Guest Blogger Jessica Taylor: Working with Eric Booth at the National Guild Conference
Jessica Taylor works at Merit School of Music, participates in Urban Gateways’ Junior Board (New Arts Forum), and contributes her skills as an all-around advocate for arts education in Chicago and beyond. Here, Jessica shares her experience at the National Guild for Community Arts Education Conference a few weeks ago in Chicago. We’re lucky to have people like her advocating in the field and supporting Urban Gateways!
A few weeks ago, I was asked to be part of the Teaching Artist Development (TAD) Track with Eric Booth (a well-known arts educator and researcher), at the National Guild Conference for Community Arts Education. The conference took place this year in Chicago over Halloween weekend. For those of you who don’t know about the National Guild, you should! It is a membership organization for community arts organizations and has been around for nearly 80 years. It is comprised of close to 500 arts organizations around the country who work in the field of community arts education. The website is full of resources for staff members at these organizations, and for teaching artists. The Guild provides these resources to its members along with research, networking, professional development and funding opportunities and advocates for the field as a whole.
As one of 9 people asked to be part of the TAD Track, the goal was to leave the weekend with solid groundwork laid for a few projects to advance the field of teaching artistry. The 9 of us were the keepers of information/facilitators and were required to be at all three of the conference sessions, with other participants attending when they could. Using this definition of teaching artistry, we gathered into small groups to begin our work:
“A teaching artist (artist educator) is a practicing professional artist with the complementary skills and sensibilities of an educator, who engages people in learning experiences in, through and about the arts.”
This definition is purposely vague to accommodate all types of teaching artists; some people really got hung up on it, questioning and searching for a more concrete box to put teaching artists into. Capturing the national role of teaching artistry and imagining next steps for sustainable practice, creating an inventory of existing teaching artist resources, mapping the pathways into and through teaching artistry, and creating rubrics for local and national teaching artist ecosystems were a just a few of the projects our small groups decided to tackle over the three days.
As a lover of research, I chose to lead the inventory collection for current teaching artist resources. Currently, no single database exists that houses this information and I feel strongly that it will be tough to move forward until we know exactly where we are and what already exists. During the first session, Unleashing Teaching Artists’ Potential, we created a list of potential resource categories such as business (how to connect teaching artists to grants, healthcare, insurance etc.), pedagogy (classroom management, technology, training institutions, etc.), connectivity (local, regional and national organizations), classroom resources, social media and research. In the next two days we took these categories, refined them and began to add lists of resources that we knew about. The final step was to make a plan for the future of the project and begin to envision what the end product would look like and who would manage the database. I am currently making final revisions to the work we did during the conference in hopes that a national organization such as The Association of Teaching Artists or The Guild will take this project on and follow it through to completion.
It was such a great experience working with Eric Booth and collaborating with all the wonderful colleagues who participated during these three days. It was also a unique conference experience to join forces and create a living document that has the potential to become something bigger, and to help teaching artists deepen their impact on youth all over the country.
Jessica Taylor (right) with fellow New Arts Forum member Natalie Pavela at ARTini 2012.
Interested in getting involved with Urban Gateways’ young professionals group and working with arts education advocates like Jessica? Check out info about the New Arts Forum (Urban Gateways’ Junior Board).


Task statement: Every record below needs to be set down exactly. Pictures do not belong in the copy.

Data section:
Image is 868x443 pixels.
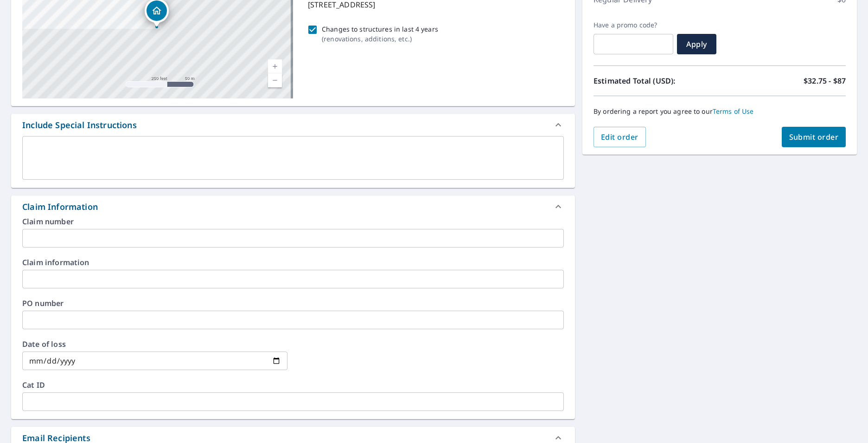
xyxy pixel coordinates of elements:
[22,259,564,266] label: Claim information
[11,195,575,218] div: Claim Information
[677,34,717,55] button: Apply
[594,75,720,86] p: Estimated Total (USD):
[594,107,846,116] p: By ordering a report you agree to our
[22,340,288,348] label: Date of loss
[713,106,754,116] a: Terms of Use
[322,34,438,43] p: ( renovations, additions, etc. )
[22,200,98,213] div: Claim Information
[594,21,673,29] label: Have a promo code?
[22,119,137,131] div: Include Special Instructions
[11,114,575,136] div: Include Special Instructions
[22,300,564,307] label: PO number
[322,24,438,34] p: Changes to structures in last 4 years
[601,132,638,142] span: Edit order
[594,127,646,147] button: Edit order
[790,132,839,142] span: Submit order
[684,39,709,49] span: Apply
[268,60,282,73] a: Current Level 17, Zoom In
[268,73,282,87] a: Current Level 17, Zoom Out
[22,218,564,225] label: Claim number
[782,127,847,147] button: Submit order
[22,381,564,388] label: Cat ID
[803,75,846,86] p: $32.75 - $87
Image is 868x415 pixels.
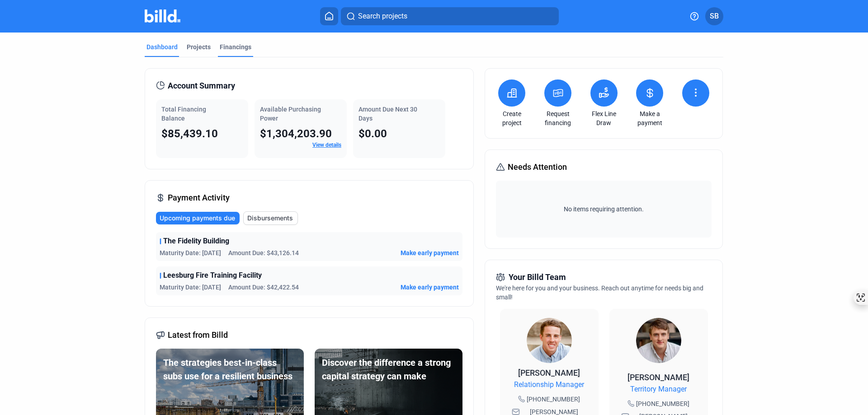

Reply:
Image is 868x443 pixels.
xyxy pixel coordinates of elements:
[22,259,564,266] label: Claim information
[11,195,575,218] div: Claim Information
[677,34,717,55] button: Apply
[594,75,720,86] p: Estimated Total (USD):
[594,107,846,116] p: By ordering a report you agree to our
[22,340,288,348] label: Date of loss
[713,106,754,116] a: Terms of Use
[322,34,438,43] p: ( renovations, additions, etc. )
[22,200,98,213] div: Claim Information
[594,21,673,29] label: Have a promo code?
[22,119,137,131] div: Include Special Instructions
[11,114,575,136] div: Include Special Instructions
[22,300,564,307] label: PO number
[322,24,438,34] p: Changes to structures in last 4 years
[601,132,638,142] span: Edit order
[594,127,646,147] button: Edit order
[790,132,839,142] span: Submit order
[684,39,709,49] span: Apply
[268,60,282,73] a: Current Level 17, Zoom In
[268,73,282,87] a: Current Level 17, Zoom Out
[22,218,564,225] label: Claim number
[782,127,847,147] button: Submit order
[22,381,564,388] label: Cat ID
[803,75,846,86] p: $32.75 - $87
Image is 868x415 pixels.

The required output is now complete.